📝 Original Info
- Title: Automated Formal Equivalence Verification of Pipelined Nested Loops in Datapath Designs
- ArXiv ID: 1712.09818
- Date: 2017-12-29
- Authors: Researchers from original ArXiv paper
📝 Abstract
In this paper, we present an efficient formal approach to check the equivalence of synthesized RTL against the high-level specification in the presence of pipelining transformations. To increase the scalability of our proposed method, we dynamically divide the designs into several smaller parts called segments by introducing cut-points. Then we employ Modular Horner Expansion Diagram (M-HED) to check whether the specification and implementation are equivalent or not. In an iterative manner, the equivalence checking for each segment is performed. At each step, the equivalent nodes and those nodes which have an impact on them are removed until the whole design is covered. Our proposed method enables us to deal with the equivalence checking problem for behaviorally synthesized designs even in the presence of pipelines for nested loops. The empirical results demonstrate the efficiency and scalability of our proposed method in terms of run-time and memory usage for several large designs synthesized by a commercial behavioral synthesis tool. Average improvements in terms of the memory usage and run time in comparison with SMT- and SAT-based equivalence checking are 16.7x and 111.9x, respectively.
💡 Deep Analysis
Deep Dive into Automated Formal Equivalence Verification of Pipelined Nested Loops in Datapath Designs.

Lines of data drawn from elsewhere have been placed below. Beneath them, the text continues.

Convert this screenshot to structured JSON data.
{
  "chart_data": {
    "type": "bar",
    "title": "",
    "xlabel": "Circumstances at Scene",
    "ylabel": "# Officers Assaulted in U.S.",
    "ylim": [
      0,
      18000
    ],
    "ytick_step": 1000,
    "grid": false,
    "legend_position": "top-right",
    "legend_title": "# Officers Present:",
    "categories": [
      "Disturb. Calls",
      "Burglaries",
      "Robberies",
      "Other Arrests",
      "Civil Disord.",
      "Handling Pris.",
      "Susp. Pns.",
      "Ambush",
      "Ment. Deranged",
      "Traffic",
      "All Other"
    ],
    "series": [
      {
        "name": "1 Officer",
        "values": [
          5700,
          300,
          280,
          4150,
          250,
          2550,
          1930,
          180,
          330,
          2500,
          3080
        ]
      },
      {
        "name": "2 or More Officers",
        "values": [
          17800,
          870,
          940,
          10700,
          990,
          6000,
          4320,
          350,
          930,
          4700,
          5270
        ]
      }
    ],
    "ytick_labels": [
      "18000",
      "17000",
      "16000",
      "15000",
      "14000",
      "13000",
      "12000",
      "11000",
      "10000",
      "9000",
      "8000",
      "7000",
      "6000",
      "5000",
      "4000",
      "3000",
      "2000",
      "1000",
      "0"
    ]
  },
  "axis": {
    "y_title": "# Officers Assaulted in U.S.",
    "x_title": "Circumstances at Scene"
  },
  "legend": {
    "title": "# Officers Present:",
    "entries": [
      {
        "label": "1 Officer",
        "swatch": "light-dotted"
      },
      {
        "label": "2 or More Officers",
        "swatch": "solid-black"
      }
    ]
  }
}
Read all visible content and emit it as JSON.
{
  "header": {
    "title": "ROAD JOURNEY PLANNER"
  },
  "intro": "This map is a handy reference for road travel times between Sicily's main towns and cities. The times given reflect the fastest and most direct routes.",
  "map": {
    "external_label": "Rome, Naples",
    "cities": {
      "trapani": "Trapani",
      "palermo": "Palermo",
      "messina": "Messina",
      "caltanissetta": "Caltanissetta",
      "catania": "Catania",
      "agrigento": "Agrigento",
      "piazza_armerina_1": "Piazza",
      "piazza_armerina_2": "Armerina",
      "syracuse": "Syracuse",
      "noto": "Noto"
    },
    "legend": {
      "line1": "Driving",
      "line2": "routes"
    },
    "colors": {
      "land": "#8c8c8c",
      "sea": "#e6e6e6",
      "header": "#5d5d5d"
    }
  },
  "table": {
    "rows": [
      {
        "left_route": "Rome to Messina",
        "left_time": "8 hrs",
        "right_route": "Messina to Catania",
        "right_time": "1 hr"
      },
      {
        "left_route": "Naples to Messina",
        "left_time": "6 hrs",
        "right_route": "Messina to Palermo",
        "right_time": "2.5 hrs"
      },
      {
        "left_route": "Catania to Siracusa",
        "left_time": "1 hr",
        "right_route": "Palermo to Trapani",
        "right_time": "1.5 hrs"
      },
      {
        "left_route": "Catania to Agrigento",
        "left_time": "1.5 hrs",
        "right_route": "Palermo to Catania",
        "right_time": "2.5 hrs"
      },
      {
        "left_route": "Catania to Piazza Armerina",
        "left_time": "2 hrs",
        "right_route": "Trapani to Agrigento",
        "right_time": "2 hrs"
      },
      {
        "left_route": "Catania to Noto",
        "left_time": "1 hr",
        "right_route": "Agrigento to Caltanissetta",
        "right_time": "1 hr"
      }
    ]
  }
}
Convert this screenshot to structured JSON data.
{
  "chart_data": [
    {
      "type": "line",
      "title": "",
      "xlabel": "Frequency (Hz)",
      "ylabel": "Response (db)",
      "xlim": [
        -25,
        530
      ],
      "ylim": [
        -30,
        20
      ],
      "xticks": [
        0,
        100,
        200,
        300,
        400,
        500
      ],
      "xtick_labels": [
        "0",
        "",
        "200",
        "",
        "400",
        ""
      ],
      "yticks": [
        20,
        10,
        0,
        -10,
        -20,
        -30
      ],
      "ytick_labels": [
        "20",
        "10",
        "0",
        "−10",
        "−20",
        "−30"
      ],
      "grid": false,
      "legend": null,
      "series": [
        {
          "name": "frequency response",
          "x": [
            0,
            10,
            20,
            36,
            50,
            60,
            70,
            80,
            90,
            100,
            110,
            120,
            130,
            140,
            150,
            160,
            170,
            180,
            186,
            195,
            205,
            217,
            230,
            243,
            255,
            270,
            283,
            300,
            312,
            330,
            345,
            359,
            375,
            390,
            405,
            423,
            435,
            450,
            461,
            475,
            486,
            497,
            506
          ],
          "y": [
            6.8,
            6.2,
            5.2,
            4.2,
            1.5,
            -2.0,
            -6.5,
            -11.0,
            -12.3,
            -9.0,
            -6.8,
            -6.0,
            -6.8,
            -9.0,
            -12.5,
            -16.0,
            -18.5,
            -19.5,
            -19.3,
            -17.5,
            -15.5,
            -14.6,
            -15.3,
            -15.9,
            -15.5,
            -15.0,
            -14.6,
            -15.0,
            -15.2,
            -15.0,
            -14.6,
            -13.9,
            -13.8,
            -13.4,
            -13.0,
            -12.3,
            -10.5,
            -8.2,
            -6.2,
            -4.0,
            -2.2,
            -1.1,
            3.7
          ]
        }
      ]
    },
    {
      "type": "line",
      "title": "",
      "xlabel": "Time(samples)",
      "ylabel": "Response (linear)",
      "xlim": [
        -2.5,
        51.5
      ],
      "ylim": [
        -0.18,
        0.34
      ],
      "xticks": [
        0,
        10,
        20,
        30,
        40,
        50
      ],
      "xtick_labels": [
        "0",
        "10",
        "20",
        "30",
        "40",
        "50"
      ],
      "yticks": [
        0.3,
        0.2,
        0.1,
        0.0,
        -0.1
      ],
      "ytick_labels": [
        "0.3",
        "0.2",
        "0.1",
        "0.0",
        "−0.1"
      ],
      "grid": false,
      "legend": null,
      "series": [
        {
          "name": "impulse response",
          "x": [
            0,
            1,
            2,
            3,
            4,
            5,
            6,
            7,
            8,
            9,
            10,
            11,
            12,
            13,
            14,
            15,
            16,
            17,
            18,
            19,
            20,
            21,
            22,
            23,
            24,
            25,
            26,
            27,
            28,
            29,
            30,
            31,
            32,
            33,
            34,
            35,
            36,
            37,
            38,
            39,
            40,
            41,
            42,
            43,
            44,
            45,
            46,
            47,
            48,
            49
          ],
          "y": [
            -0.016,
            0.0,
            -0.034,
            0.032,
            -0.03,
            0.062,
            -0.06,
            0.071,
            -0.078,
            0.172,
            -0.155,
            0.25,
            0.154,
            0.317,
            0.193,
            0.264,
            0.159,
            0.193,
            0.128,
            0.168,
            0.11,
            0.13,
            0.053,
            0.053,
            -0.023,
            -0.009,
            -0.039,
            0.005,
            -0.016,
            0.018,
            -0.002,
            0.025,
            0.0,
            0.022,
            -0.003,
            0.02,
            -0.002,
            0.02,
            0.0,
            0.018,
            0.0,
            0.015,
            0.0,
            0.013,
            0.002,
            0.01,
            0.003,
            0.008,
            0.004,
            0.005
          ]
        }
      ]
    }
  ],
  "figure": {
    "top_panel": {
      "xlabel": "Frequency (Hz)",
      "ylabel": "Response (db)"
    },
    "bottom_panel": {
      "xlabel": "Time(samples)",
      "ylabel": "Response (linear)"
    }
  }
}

In this paper, we present an efficient formal approach to check the equivalence of synthesized RTL against the high-level specification in the presence of pipelining transformations. To increase the scalability of our proposed method, we dynamically divide the designs into several smaller parts called segments by introducing cut-points. Then we employ Modular Horner Expansion Diagram (M-HED) to check whether the specification and implementation are equivalent or not. In an iterative manner, the equivalence checking for each segment is performed. At each step, the equivalent nodes and those nodes which have an impact on them are removed until the whole design is covered. Our proposed method enables us to deal with the equivalence checking problem for behaviorally synthesized designs even in the presence of pipelines for nested loops. The empirical results demonstrate the efficiency and scalability of our proposed method in terms of run-time and memory usage for several large designs syn
📄 Full Content
Automated Formal Equivalence Verification of
Pipelined Nested Loops in Datapath Designs
Payman Behnam, Student Member IEEE, Bijan Alizadeh, Senior Member IEEE, Sajjad Taheri,
Student Member IEEE
Abstract— The ever-growing complexity of digital systems has made designers move toward using Electronic System Level
(ESL) design methodology at a higher abstraction level. The designs at ESL are then automatically synthesized to Register
Transfer Level (RTL) by means of High Level or behavioral Synthesis (HLS) tools. Due to possibility of buggy synthesis,
especially when the target design must be manipulated or optimized (i.e., pipelining), an efficient equivalence checking method
is necessary to check functional equivalency of the ESL specification and the RTL implementation. This problem is even more
serious in the case of loop pipelining, since several challenges such as overlapping execution, retiming and forwarding occurre
which make traditional sequential equivalence checking approaches, inapplicable. At the same time, the growing market for
datapath dominated applications such as DSP for multimedia applications and embedded systems requires a suitable
Computer-Aided Design (CAD) support for their verification. In this paper, we present an efficient formal approach to check the
equivalence of synthesized RTL against the high-level specification in the presence of pipelining transformations. To increase
the scalability of our proposed method, we dynamically divide the designs into several smaller parts called segments by
introducing cut-points. Then we employ Modular Horner Expansion Diagram (M-HED) to check whether the specification and
implementation are equivalent or not. In an iterative manner, the equivalence checking for each segment is performed. At each
step, the equivalent nodes and those nodes which have an impact on them are removed until the whole design is covered. Our
proposed method enables us to deal with the equivalence checking problem for behaviorally synthesized designs even in the
presence of pipelines for nested loops. The empirical results demonstrate the efficiency and scalability of our proposed method
in terms of run-time and memory usage for several large designs synthesized by a commercial behavioral synthesis tool.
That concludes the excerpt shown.